• _TASK BRIEF_: Tally the lines below that contain the word "will". Only the total should be given.

• _Entries taken from a collection_:
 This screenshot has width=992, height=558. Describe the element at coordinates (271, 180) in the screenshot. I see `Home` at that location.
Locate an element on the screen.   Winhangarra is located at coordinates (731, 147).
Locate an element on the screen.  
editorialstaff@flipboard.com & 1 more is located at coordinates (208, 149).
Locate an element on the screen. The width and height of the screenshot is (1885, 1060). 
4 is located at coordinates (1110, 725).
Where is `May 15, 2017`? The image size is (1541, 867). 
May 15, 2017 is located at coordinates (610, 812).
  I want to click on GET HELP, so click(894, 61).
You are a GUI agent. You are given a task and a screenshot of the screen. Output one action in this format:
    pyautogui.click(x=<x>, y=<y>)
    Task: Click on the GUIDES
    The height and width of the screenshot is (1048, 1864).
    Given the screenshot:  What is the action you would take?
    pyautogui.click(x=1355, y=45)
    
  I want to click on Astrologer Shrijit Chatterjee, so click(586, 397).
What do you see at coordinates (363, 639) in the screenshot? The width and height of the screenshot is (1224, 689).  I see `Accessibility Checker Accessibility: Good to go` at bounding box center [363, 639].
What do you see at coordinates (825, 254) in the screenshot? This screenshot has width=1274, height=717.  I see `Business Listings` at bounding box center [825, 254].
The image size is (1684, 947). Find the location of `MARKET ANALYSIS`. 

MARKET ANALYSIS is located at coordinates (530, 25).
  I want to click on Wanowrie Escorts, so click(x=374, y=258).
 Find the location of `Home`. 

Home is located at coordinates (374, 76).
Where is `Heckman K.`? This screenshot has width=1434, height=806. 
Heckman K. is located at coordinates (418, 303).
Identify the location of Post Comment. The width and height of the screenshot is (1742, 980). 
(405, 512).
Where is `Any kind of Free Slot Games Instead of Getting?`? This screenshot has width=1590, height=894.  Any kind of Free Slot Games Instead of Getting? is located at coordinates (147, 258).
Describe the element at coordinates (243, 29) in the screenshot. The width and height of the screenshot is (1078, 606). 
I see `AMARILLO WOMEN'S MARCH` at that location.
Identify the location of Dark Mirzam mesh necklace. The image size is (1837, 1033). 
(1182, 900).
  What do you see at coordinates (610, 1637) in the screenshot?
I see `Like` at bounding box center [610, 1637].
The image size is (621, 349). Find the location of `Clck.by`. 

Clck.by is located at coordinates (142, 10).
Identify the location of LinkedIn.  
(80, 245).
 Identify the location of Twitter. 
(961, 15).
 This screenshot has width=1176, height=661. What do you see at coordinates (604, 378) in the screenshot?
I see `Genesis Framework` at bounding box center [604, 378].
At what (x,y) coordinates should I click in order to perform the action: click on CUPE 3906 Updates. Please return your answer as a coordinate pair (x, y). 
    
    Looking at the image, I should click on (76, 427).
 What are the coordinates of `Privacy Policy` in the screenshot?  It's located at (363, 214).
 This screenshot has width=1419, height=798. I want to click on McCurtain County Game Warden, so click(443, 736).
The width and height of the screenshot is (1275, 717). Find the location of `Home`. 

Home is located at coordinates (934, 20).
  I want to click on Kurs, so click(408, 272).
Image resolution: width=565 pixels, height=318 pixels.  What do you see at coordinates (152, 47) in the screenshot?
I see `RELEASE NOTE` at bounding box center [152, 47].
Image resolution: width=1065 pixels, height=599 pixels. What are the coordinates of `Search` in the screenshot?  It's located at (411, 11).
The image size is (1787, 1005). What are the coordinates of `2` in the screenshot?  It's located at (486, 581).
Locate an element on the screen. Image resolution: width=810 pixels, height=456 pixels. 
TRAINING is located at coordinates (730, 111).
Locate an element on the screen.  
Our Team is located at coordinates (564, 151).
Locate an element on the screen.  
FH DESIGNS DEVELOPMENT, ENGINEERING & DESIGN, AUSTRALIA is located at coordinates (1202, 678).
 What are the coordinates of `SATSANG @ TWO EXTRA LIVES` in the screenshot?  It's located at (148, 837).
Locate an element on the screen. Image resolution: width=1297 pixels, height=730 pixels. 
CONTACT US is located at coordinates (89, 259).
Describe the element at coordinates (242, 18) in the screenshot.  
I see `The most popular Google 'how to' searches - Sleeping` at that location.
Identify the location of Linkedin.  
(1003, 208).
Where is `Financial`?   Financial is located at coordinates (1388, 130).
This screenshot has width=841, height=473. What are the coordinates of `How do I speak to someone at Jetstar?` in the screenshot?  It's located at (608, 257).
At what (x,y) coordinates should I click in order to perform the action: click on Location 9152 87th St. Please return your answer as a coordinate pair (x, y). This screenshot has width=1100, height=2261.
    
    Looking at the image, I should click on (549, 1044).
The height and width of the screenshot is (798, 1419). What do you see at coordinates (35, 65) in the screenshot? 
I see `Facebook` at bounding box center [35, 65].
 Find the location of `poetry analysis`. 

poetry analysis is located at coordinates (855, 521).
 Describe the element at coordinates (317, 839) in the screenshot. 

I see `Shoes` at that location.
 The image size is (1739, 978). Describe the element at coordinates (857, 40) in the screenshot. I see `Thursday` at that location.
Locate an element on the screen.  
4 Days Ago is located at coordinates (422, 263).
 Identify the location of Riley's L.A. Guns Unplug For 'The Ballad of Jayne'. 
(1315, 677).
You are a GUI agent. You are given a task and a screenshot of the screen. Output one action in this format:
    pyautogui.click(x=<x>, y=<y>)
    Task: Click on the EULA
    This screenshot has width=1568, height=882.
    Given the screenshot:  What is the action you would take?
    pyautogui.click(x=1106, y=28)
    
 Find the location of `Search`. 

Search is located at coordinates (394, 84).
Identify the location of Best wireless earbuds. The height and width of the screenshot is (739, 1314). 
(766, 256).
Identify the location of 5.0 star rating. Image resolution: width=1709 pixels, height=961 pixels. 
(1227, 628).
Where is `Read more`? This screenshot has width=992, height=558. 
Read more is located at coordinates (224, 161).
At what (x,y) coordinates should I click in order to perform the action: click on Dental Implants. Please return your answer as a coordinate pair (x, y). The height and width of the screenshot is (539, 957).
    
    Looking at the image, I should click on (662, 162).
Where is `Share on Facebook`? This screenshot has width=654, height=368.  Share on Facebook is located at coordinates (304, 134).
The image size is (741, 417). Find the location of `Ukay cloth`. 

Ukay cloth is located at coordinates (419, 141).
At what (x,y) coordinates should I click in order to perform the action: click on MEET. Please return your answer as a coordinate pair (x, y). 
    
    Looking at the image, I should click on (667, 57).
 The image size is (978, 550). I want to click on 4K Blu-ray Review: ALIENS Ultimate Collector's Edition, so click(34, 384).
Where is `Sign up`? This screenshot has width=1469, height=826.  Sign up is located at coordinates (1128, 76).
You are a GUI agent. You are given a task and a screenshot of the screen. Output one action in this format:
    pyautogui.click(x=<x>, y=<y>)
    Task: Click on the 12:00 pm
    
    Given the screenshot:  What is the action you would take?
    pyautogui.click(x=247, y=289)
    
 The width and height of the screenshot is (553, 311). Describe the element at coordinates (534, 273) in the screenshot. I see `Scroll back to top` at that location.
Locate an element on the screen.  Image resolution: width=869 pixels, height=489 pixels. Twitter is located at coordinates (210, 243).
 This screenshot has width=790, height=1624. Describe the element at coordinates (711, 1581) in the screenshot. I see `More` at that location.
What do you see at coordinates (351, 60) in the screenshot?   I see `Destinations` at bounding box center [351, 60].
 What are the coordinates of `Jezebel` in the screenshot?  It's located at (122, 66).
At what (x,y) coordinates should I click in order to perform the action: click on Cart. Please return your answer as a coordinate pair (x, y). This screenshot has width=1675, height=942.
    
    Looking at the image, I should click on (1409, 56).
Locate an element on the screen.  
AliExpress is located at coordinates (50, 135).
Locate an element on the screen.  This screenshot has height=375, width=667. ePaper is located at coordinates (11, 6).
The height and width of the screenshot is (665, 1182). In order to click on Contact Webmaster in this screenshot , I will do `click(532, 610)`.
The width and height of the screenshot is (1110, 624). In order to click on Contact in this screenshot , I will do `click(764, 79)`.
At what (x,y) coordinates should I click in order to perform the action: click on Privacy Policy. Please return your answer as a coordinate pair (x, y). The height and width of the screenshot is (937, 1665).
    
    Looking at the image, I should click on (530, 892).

• _RESULT_: 2